::: DATA EXTRACTS

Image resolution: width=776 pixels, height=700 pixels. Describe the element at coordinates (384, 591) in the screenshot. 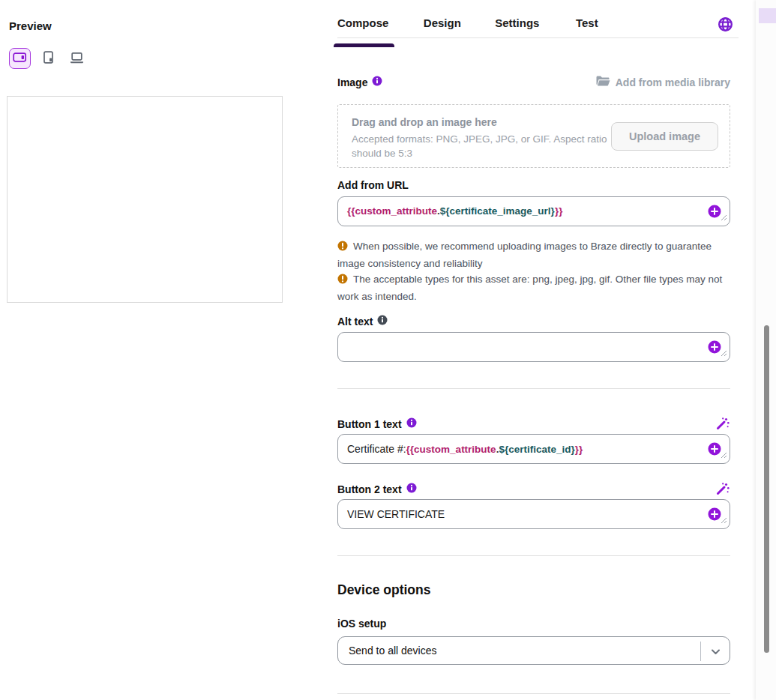

I see `device-options-heading: Device options` at that location.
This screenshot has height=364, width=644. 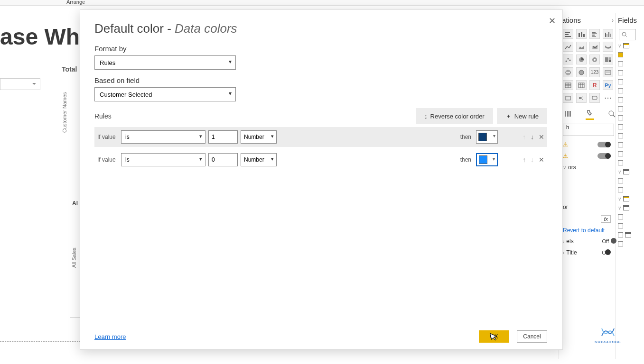 I want to click on viz-donut-icon, so click(x=595, y=60).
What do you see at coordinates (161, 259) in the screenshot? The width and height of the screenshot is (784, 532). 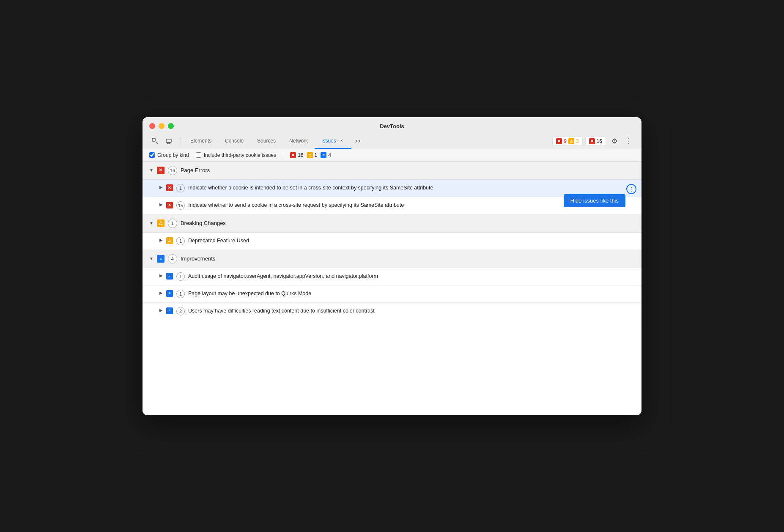 I see `improvements-icon: ≡` at bounding box center [161, 259].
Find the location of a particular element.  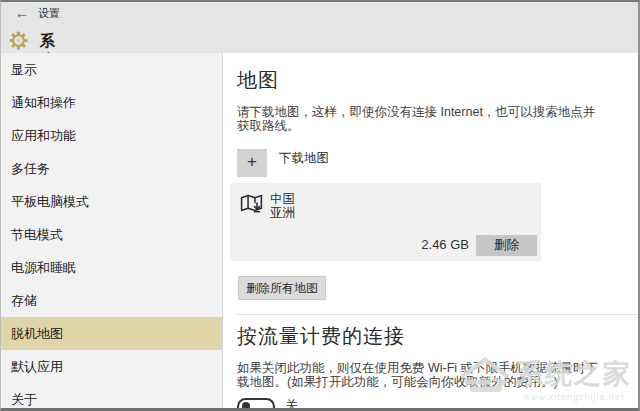

sidebar-item-about: 关于 is located at coordinates (112, 397).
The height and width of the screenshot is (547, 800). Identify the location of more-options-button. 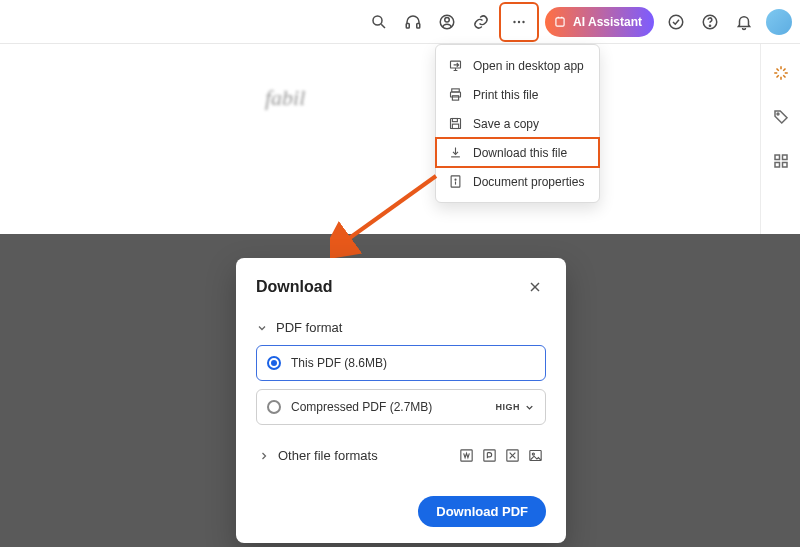
(519, 22).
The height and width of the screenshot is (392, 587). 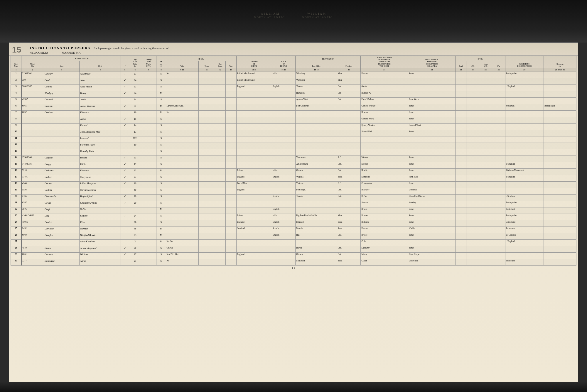 What do you see at coordinates (135, 153) in the screenshot?
I see `cell-row13-col6` at bounding box center [135, 153].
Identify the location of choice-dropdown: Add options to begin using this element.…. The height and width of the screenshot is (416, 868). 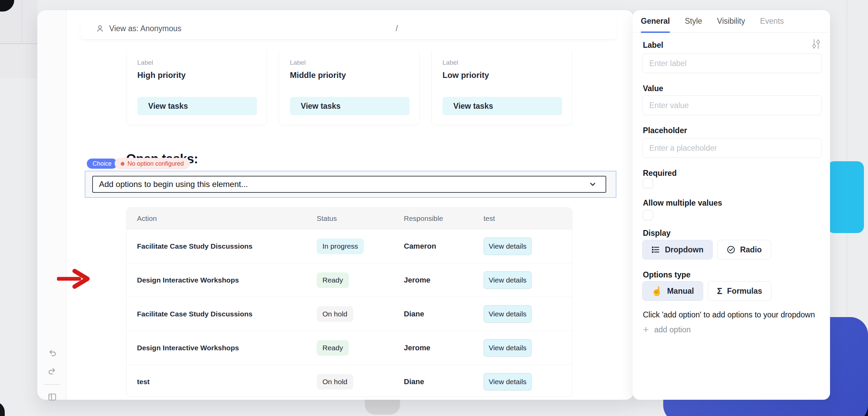
(349, 184).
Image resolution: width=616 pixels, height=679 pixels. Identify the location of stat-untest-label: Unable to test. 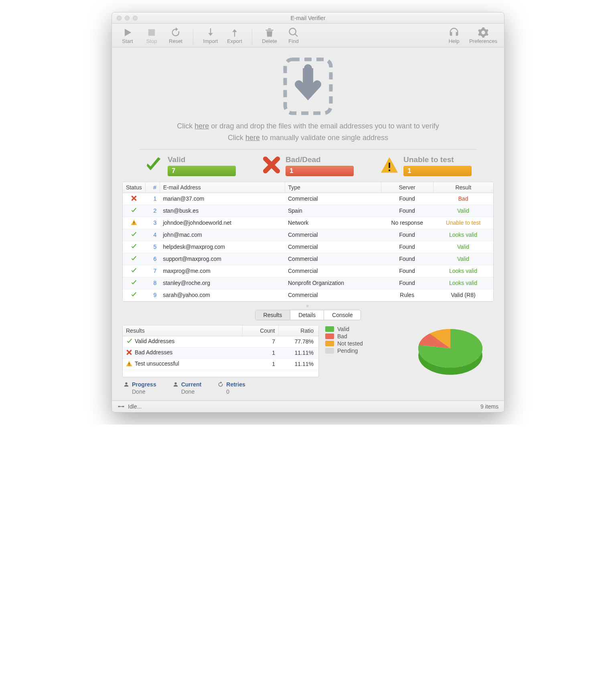
(438, 160).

::::::

**PROBLEM REQUIREMENTS**:
Your task is to give again, unchanged, the lines from the line that contains "Identify the location of choice-dropdown: Add" to the end of the records. Include both end lines but no pictures.

**RESPONSE TO THIS TASK**:
Identify the location of choice-dropdown: Add options to begin using this element.…. The height and width of the screenshot is (416, 868). 
(349, 184).
Image resolution: width=616 pixels, height=679 pixels. Identify the location of stat-untest-label: Unable to test. 
(438, 160).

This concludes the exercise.